Right now, you need to be seen in this grief. To have someone acknowledge that yes, this is hard. Yes, this affects you. Yes, you're allowed to feel devastated.


You deserve support as you hold this grief. You deserve space to process what this means.

If you're in Surrey, Coquitlam, Greater Vancouver, or anywhere you can access online counselling in BC, I'm here. We can work through this together.


You don't have to carry this alone.


Frequently Asked Questions


Is it normal to grieve a tragedy that didn't directly affect me?

Yes. Collective grief is real grief. When violence happens in a space that's supposed to be safe (like a school), it affects everyone who has ever trusted that safety. Your grief is valid.

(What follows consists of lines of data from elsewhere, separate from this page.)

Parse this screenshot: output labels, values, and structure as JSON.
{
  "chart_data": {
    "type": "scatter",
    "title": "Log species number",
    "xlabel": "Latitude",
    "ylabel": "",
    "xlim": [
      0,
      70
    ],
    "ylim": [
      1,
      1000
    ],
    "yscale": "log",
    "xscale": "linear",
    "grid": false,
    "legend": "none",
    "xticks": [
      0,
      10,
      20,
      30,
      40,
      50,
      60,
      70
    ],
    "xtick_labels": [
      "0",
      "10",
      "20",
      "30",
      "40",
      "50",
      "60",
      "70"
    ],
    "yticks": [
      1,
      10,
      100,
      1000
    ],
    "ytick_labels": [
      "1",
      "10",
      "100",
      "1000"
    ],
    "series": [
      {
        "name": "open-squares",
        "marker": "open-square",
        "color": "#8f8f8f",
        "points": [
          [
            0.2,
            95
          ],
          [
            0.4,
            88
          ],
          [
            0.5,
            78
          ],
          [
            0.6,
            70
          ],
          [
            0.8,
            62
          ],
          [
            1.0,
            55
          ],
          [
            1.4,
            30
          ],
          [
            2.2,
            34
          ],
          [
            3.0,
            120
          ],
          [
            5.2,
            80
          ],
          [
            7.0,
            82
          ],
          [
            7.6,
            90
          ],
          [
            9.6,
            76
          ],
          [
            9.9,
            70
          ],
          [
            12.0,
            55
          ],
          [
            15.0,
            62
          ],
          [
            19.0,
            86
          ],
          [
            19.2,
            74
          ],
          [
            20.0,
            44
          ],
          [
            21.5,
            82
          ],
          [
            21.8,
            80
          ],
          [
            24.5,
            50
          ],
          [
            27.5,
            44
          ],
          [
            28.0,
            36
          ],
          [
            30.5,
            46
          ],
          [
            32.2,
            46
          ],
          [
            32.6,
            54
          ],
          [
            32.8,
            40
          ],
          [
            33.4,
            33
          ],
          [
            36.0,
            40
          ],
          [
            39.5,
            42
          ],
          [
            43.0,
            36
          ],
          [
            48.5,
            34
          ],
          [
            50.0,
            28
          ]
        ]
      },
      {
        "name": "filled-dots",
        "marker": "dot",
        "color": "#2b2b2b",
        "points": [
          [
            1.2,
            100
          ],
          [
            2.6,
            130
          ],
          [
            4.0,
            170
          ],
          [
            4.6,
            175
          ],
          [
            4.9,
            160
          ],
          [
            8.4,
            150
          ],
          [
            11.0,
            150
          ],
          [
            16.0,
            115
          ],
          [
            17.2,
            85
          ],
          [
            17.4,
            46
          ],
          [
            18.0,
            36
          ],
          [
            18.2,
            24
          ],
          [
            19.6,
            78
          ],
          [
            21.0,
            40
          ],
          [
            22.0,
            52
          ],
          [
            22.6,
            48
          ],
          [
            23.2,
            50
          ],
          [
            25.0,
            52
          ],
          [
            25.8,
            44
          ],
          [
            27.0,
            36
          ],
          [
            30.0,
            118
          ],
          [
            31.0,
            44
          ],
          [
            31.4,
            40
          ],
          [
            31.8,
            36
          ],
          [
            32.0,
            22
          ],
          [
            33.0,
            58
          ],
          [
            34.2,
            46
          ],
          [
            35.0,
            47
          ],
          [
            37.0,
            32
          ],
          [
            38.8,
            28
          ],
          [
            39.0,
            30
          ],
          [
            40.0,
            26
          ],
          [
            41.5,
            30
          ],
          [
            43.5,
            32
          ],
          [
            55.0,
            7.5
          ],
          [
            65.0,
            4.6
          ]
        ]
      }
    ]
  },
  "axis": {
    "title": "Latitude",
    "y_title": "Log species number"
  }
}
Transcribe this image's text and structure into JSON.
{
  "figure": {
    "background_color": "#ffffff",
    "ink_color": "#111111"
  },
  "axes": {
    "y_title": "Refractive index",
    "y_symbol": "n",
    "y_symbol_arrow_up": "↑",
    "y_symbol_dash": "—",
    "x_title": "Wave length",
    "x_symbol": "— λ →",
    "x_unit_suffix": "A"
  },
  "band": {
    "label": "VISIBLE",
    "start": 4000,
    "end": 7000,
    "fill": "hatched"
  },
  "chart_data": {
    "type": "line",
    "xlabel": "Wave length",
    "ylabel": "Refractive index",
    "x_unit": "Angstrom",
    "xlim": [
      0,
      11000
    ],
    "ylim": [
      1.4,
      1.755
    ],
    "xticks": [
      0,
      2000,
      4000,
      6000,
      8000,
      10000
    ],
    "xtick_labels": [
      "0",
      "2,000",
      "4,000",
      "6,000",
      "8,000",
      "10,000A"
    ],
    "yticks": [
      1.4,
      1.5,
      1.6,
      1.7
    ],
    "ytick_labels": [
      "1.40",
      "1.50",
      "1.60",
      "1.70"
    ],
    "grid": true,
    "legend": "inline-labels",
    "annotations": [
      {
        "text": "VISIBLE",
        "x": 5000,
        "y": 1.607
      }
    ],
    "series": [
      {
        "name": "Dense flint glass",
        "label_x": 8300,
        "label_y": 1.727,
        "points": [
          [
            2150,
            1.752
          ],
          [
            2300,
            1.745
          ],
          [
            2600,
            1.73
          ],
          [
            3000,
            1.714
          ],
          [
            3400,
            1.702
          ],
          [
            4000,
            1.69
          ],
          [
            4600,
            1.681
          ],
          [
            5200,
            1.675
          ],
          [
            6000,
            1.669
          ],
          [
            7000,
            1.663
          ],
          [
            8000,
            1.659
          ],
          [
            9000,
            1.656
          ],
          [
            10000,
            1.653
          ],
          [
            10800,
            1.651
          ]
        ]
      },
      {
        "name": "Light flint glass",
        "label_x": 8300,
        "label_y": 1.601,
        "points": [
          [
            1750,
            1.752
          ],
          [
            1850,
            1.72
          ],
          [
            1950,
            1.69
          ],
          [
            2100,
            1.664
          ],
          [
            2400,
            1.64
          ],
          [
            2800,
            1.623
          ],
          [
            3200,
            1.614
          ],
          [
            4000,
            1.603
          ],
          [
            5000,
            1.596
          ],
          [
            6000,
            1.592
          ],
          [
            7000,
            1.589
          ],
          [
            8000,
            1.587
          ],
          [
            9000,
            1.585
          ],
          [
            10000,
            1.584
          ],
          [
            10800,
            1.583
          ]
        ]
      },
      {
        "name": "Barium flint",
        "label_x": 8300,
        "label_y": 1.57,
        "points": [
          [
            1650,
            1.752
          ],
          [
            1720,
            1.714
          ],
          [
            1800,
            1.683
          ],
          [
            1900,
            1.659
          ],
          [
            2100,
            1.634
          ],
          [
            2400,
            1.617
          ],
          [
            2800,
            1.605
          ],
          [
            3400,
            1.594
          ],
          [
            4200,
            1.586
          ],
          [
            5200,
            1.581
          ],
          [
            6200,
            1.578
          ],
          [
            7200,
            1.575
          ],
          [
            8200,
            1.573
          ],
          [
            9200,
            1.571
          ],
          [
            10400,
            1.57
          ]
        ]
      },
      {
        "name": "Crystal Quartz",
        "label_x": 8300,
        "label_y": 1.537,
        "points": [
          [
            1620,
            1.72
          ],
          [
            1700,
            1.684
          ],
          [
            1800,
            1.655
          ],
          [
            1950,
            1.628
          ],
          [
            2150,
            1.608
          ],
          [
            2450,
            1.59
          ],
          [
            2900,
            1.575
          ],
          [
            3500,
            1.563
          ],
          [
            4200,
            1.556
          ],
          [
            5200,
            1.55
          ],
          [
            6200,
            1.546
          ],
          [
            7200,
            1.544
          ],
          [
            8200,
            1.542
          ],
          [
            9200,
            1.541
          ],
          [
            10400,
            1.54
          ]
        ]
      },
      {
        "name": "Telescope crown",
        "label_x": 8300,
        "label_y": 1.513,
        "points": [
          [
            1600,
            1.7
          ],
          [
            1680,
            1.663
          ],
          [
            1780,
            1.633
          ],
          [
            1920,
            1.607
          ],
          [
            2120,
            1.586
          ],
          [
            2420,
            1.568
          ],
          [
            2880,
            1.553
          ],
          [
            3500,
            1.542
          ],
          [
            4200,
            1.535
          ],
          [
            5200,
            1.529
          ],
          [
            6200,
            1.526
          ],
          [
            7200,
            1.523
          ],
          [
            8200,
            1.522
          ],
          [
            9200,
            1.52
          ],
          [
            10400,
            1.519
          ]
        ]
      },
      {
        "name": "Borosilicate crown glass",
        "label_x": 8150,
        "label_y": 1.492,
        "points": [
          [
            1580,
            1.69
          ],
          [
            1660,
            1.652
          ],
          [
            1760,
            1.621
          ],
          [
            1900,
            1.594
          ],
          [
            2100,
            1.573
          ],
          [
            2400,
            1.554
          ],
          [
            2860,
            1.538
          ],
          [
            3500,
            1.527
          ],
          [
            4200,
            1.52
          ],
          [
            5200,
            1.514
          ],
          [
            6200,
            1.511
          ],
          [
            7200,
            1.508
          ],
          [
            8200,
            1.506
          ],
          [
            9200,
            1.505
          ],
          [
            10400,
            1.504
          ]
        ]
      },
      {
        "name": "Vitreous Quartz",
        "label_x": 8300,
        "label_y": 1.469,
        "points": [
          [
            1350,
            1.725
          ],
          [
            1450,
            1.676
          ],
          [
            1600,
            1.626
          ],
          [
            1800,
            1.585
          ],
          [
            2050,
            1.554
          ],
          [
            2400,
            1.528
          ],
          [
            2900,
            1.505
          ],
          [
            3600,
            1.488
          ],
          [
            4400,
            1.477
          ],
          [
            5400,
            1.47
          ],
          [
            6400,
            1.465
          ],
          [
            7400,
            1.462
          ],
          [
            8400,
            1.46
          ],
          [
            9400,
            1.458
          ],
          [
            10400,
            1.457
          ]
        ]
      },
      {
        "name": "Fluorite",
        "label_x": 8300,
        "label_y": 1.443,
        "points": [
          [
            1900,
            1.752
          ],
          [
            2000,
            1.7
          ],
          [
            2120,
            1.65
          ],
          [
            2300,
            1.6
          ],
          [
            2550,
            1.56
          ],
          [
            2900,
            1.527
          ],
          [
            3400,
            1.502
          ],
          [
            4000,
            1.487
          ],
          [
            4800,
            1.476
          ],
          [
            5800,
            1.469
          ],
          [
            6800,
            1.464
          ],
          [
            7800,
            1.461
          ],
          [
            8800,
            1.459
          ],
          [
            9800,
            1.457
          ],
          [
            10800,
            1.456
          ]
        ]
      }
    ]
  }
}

How long will I feel this way?

There's no standard timeline for grief. Some feelings will ease within weeks, while others may surface during anniversaries or similar news events. Both are completely normal responses to trauma.


What if I can't stop checking the news?

This is your nervous system trying to feel in control by gathering information. Try setting specific times to check updates rather than constant scrolling, and balance news consumption with grounding activities that help your body feel safe.


Should I talk to my kids about school shootings?

Age-appropriate honesty helps children feel safe. Answer their questions simply, reassure them about safety measures in place, and let them know they can always come to you with worries.


How do I support someone grieving this tragedy?

Listen without trying to fix. Acknowledge their feelings as valid. Offer practical help. Check in regularly, especially after the news cycle moves on. Don't compare their grief to others or suggest they should "move on."